Addressing Social Determinants of Health: IT Solutions to Engage Community Resources

What You Should Know:

– The latest report from Chilmark Research examines the
new approaches and tools for utilizing community resources that can address
social determinants of health, giving providers the ability to extend care
beyond the confines of the clinic.

– This research indicates that the next two years will largely bring an expansion of product capabilities with slow and steady growth in implementation as the market better defines key variables and sets standards for performance.


COVID-19 has dramatically increased the overall population’s need for community resource engagement in traditional healthcare settings. The steady march to value-based care (VBC) continually amplifies interest in solutions that contribute to utilization management strategies. Vendors are rising to meet this need by connecting community-based organizations to various healthcare partners so that both may benefit from the coordination of service provision. 

The latest Chilmark Research report, Addressing SDoH: IT Solutions to Engage Community Resources, evaluates these solutions, identifying the strengths and weaknesses of options in the market and predicting how the market will develop in the future. Research in this report is based on interviews with executive leadership teams of solutions vendors, executives from the major EHR companies, and extensive secondary research. 
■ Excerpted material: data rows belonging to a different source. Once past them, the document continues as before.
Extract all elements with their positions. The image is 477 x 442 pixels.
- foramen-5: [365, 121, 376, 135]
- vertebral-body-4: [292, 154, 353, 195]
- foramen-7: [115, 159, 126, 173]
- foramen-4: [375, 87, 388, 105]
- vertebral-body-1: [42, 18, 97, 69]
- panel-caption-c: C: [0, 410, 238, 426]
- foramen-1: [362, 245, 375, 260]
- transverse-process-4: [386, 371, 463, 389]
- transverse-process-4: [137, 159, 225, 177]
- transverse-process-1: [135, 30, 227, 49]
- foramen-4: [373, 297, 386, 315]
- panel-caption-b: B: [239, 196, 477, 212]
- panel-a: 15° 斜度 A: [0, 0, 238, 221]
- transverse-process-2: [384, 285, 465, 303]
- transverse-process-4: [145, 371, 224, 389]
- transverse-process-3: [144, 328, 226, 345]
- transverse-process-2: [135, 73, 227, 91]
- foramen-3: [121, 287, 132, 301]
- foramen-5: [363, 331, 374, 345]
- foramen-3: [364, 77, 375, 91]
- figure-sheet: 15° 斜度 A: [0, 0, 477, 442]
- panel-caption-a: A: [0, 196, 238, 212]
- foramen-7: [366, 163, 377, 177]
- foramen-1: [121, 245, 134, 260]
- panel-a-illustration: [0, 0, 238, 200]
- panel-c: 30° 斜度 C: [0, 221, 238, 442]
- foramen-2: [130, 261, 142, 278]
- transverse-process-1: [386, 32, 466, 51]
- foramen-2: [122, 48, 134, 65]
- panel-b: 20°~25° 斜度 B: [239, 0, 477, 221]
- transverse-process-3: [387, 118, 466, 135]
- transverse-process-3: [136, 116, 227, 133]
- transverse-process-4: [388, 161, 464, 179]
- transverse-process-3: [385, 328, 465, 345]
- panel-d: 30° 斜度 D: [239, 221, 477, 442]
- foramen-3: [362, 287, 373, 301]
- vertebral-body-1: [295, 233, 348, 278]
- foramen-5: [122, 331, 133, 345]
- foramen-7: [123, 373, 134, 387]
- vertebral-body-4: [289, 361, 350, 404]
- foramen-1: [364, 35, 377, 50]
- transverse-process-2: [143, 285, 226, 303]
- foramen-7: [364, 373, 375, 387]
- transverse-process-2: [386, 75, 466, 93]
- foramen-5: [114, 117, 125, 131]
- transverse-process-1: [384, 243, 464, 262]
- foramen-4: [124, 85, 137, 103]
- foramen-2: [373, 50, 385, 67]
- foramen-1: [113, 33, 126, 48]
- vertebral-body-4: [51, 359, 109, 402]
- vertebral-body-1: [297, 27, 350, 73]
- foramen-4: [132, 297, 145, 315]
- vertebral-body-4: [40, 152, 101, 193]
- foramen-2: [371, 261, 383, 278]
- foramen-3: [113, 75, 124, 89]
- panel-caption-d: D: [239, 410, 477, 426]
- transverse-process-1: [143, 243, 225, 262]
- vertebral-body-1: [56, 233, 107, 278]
Vendors discussed in the report include aunt bertha, Cerner, Epic, HealthEC, Healthify, NowPow, Signify Health, Solera, Unite US, Xealth

Leveraging Community Partners Is Key
to Addressing SDoH

Community partners
are some of the best resources providers can
utilize to address the social factors impacting patients’ health status, but
this is a new need for HCOs, which under fee-for-service (FFS) tried to keep
all care within the clinic to maximize revenues. Data management and liquidity
make effective integration with external partners a key barrier to
implementation, while legal and internal engagement issues continue to slow
adoption.

Predicted 10-Year SDoH Adoption Trajectory

This research indicates that the next two years will largely bring an expansion of product capabilities with slow and steady growth in implementation as the market better defines key variables and sets standards for performance. Within five years, a public option for insurance will dramatically increase the rate of solutions adoption, culminating in >80% adoption in provider locations by 2030.

The report provides a roadmap and
predicts key inflection points for the greater adoption of these solutions, and which social determinants have historically been
the best predictors of increased health services utilization. It includes brief
profiles of key vendors providing this functionality, and how they plan to
impact community health.  

“This has been a major challenge to healthcare systems, and people now get that we need to address [SDoH] better. The pandemic has proven to be an additional, critical driver for continued expansion of VBC, which requires understanding all of the factors that can influence a member’s health status,” according to report co-author Jody Ranck. “We see an opportunity here from the pandemic, that it has basically shown us where the failures are in the system today, and that going forward we need to do more to engage resources beyond the clinic.”